Croeso2016
2016

Kenfig Controller's report

What went well
The 85 controls for Day 1 and the 94 used for Day 2 were all in the right place and none went missing, during the competition at least.

Despite the fears of the planning/controlling team about recent vegetation growth (particular in the south) slowing runners significantly, many courses were won in times close to the target times with some, indeed, beating the target by a good margin.

On Day 2, fifteen of the senior classes were won in a time within the target 30 to 35 minute bracket - a remarkable success!

The Controller and the two Planners worked well as a team, especially at the control placing/checking stage where the Planners put out all sites between them over a three day period, the Controller checked them all during this period, and all control boxes were "dibbed" on the morning of each race. It was a big task ...

Liaison with the two Day organisers (Matthew Owen and Pat McLeod) was excellent and helped smooth the development of the two Kenfig races. Site meetings were conducted at an early stage and logistics for the arena plan and Start arrangements were finalised well on schedule.

What could have been improved
Some of the supplied control stakes were already marked on their side with a control code which did not match the code given on the control descriptions, so the planners covered these numbers over with sticky labels. These proved to be not quite 100% opaque, so the (wrong) number underneath showed through as a ghostly grey. A few competitors approached the site, read the wrong code and then went away, losing a few minutes before eventually punching the SI box.

Although no competitor made an official Complaint about this, the site (control 186) was visited at the end of the competition and photographs of the control assembly taken. Whilst there was sympathy for the few competitors affected by this, the view of a group of experienced orienteers was that there should have been little or no cause for mistaking the code as

(a) the site was at the bottom of a depression and the (correct) number on the SI unit would have been clearly visible from above
(b) the Event Programme stated "the SI boxes will be on the top of stakes with the control number", i.e. the control code is officially the one on the top
(c) the "wrong" code only showed through as a faint grey whereas the "right" one was in strong black. The photograph shows this, although it has to be admitted that the camera has made "42" fainter than it appeared to the naked eye.

However, none of this would have happened had the number 42 been totally masked.

What went wrong
Course 13 (Orange; M/W12A; M/W14B) was clearly too hard and many competitors took much more time than they should have done. In particular, leg 6 to 7 on Day 1 was of TD4 standard and should never have slipped through the net. As Controller, the buck stops with me on this issue and I take full responsibility for the error. I fully apologise for what obviously went very wrong.

Updating the map
The first draft we had to work to came in February this year and showed Kenfig in winter conditions. We knew that the terrain would have a lot of seasonal water but we didn't appreciate just how much disappears in the summer until around Easter time. So we asked Dave Peel to come back and map it in summer conditions and this gave us the map you ran on.

The maps below show the original and final versions, left and right, with a section of the Day 1 M21L course visible. We were pleased with the number of long route choice legs we could design using the lakes as irregularly shaped "barriers" (e.g. 6 - 7), but frustrated when the water went and the leg became much more ordinary! Come back to Kenfig in the winter and have a new challenge!!

The Planners
Many, many thanks go to the two Planners (Alan Honey, Day 1 and Richard Cronin, Day 2) whose combined experience of previous planning and controlling was invaluable and which took a load off my own load.

Despite challenges of tapes not surviving, undergrowth springing up unexpectedly and the sheer amount of extra time needed in complex terrain such as Kenfig to check and re-check that each site is taped correctly, they never stinted and completed the tasks superbly and on time too.

It was a pleasure working with them.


PROBLEM STATEMENT | Going line by line through the entries below, tally those that hold the string "Seed". Give only the total.

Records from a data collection

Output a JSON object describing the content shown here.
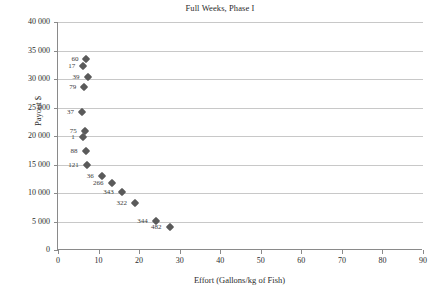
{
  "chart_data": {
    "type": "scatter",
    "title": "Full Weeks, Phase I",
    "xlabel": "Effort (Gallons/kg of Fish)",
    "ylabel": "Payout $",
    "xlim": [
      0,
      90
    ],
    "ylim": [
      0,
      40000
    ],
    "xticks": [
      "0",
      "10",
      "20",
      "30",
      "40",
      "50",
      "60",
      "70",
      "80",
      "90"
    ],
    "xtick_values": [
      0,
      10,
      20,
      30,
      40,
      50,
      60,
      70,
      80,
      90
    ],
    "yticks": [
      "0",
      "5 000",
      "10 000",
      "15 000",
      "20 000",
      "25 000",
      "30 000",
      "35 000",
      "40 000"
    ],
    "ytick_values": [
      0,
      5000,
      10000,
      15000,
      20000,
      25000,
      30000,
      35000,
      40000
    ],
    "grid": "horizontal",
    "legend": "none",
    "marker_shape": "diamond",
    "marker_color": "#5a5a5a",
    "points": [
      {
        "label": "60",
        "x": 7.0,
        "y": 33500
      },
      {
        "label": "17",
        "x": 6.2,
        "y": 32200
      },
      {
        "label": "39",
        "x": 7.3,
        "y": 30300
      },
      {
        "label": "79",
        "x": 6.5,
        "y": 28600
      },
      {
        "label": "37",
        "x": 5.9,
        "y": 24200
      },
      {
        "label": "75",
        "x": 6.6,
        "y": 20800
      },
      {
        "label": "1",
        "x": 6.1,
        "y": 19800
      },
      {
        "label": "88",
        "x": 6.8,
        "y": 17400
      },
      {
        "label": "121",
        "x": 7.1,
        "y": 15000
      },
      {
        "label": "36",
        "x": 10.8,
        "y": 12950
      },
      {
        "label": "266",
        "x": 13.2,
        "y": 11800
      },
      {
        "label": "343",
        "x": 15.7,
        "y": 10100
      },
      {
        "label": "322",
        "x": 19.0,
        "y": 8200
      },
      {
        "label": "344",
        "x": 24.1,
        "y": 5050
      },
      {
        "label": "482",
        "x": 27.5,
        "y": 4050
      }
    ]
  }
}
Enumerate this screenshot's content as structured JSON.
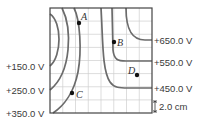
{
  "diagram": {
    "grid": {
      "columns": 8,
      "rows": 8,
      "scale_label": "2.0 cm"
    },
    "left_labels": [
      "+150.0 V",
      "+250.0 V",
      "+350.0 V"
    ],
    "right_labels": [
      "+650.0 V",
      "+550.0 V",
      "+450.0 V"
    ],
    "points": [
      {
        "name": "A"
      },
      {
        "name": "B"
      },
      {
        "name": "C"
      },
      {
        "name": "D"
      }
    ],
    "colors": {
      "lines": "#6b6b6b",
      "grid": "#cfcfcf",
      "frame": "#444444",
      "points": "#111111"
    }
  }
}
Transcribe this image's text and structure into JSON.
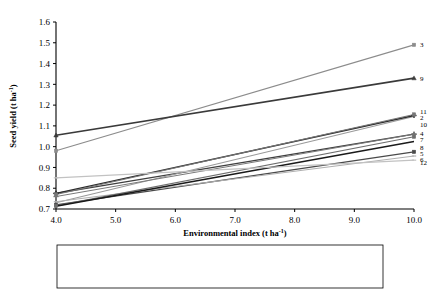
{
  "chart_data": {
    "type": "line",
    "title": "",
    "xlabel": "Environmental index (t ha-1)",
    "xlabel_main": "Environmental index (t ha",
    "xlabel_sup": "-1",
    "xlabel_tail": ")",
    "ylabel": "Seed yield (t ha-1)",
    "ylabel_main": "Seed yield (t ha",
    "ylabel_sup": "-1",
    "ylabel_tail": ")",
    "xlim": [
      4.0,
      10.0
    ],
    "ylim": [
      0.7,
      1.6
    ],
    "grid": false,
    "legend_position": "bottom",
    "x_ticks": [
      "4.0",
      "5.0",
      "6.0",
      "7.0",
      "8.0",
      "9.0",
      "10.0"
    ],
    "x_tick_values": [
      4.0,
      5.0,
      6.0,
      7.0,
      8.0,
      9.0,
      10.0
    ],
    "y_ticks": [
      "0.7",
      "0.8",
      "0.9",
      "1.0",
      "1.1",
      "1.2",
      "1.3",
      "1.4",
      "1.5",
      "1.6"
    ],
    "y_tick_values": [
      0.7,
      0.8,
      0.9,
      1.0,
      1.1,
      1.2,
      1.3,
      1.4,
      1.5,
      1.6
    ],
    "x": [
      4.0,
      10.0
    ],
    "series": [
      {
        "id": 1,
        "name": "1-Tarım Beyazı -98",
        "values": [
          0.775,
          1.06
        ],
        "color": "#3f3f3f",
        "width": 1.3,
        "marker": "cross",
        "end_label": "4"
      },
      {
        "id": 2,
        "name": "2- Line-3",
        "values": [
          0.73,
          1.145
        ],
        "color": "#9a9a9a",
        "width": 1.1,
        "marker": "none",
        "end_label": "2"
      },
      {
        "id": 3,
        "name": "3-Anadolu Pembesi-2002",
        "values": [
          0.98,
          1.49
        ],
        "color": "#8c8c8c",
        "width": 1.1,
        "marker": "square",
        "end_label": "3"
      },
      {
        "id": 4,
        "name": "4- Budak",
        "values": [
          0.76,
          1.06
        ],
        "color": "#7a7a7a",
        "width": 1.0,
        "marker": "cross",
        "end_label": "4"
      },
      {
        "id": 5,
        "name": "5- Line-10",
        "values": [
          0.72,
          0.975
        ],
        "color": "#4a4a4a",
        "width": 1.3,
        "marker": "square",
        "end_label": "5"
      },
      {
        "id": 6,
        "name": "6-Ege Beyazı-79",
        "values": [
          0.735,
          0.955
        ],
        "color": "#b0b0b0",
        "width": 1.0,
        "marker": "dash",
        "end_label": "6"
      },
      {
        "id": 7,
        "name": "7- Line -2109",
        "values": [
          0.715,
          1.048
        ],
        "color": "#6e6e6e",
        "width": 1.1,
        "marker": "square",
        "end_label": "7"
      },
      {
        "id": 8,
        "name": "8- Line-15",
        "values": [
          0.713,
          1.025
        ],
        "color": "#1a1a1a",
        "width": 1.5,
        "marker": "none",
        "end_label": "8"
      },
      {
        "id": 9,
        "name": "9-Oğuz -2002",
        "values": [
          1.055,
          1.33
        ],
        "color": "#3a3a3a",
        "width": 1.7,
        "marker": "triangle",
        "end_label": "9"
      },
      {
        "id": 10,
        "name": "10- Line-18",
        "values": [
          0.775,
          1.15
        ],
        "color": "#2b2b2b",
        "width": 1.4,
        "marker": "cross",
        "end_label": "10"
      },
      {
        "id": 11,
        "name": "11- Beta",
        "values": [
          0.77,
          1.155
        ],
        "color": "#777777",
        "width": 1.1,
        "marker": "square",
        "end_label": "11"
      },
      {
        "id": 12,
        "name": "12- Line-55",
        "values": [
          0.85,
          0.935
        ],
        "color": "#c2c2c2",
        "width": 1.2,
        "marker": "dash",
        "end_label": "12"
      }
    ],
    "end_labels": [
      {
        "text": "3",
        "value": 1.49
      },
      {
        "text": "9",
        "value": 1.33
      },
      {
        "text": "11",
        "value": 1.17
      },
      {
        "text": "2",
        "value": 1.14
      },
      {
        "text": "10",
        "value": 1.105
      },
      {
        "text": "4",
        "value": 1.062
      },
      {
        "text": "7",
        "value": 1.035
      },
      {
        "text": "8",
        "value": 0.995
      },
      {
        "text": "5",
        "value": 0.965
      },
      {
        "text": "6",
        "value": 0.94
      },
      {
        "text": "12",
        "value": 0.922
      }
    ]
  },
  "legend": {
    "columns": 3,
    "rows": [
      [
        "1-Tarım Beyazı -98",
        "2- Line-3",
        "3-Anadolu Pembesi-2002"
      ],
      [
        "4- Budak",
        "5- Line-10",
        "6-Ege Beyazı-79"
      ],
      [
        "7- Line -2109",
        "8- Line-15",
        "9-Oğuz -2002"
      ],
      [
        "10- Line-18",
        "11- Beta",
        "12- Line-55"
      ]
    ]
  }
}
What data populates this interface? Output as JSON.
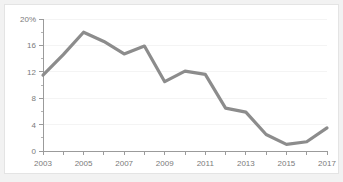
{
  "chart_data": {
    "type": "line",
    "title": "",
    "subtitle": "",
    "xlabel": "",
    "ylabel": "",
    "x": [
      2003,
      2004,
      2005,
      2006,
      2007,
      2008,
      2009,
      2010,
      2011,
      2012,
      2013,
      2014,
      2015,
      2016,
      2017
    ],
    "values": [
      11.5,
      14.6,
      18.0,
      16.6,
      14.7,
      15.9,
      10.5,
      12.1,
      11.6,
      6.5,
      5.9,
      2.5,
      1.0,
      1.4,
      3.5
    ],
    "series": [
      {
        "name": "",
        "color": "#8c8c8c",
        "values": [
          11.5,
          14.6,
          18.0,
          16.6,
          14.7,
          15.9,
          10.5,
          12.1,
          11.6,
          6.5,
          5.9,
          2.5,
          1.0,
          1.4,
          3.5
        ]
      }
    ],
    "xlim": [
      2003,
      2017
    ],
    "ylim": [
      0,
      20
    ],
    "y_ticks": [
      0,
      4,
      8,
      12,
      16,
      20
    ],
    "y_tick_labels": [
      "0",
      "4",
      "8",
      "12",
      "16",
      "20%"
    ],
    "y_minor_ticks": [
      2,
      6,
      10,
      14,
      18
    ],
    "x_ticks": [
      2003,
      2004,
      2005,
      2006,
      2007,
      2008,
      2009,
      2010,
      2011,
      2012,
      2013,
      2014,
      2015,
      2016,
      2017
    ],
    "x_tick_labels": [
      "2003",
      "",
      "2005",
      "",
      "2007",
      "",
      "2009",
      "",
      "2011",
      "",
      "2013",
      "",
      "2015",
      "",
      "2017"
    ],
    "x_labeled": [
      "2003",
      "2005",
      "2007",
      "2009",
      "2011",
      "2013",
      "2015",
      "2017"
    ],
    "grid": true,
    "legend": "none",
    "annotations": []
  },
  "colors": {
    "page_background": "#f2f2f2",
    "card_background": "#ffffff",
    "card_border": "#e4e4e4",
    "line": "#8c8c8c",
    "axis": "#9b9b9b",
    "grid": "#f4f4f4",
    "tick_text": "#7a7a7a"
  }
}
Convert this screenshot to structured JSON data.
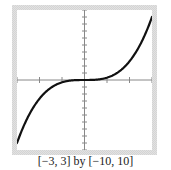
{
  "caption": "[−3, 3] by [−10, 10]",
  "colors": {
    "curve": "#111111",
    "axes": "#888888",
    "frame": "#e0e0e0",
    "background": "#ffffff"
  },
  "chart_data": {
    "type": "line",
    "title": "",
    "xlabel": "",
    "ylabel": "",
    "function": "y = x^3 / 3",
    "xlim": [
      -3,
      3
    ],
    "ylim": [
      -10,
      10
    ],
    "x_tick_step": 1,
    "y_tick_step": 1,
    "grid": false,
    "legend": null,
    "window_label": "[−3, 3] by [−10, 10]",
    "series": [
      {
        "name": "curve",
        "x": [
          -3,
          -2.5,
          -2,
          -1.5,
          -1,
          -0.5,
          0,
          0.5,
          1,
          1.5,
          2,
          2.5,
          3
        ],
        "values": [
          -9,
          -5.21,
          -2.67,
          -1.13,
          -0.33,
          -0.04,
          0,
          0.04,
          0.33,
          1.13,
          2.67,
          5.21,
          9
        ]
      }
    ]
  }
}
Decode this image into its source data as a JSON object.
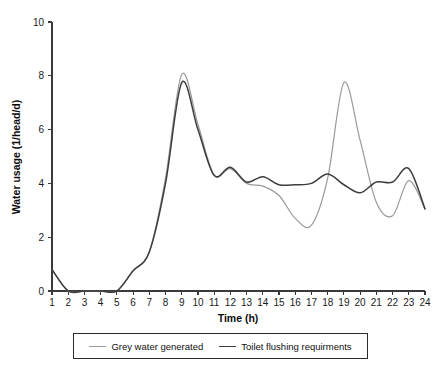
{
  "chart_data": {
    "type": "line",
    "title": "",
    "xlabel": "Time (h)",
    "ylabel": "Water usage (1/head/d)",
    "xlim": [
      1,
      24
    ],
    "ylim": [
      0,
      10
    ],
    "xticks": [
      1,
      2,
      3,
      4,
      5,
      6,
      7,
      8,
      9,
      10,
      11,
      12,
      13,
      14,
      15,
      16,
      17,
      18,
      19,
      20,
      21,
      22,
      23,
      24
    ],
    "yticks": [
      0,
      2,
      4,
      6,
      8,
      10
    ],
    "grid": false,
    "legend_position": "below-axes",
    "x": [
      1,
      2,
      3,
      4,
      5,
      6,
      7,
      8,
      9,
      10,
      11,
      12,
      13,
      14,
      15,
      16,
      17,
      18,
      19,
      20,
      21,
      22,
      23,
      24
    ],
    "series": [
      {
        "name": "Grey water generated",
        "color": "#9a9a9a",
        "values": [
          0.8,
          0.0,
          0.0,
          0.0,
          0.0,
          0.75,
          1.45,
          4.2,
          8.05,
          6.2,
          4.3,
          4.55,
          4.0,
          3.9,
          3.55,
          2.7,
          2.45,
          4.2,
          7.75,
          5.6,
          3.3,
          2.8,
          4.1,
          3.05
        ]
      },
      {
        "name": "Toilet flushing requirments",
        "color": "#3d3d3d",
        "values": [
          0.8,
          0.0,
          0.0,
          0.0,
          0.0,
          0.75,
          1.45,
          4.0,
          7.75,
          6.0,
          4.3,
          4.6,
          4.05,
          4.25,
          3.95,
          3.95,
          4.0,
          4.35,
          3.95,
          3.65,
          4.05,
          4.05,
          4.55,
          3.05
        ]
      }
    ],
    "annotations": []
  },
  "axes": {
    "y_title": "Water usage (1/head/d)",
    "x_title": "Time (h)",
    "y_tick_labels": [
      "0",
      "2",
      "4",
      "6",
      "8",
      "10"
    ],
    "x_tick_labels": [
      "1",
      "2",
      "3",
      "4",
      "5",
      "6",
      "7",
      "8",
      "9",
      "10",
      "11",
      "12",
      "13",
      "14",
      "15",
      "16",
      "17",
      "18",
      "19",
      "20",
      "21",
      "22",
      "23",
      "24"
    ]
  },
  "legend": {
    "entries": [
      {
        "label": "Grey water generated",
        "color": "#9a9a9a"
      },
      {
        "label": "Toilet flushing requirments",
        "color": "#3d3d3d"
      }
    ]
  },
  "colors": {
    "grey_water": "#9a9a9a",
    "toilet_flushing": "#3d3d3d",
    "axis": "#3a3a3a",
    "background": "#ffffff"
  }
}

RESULT OF THE TASK | 2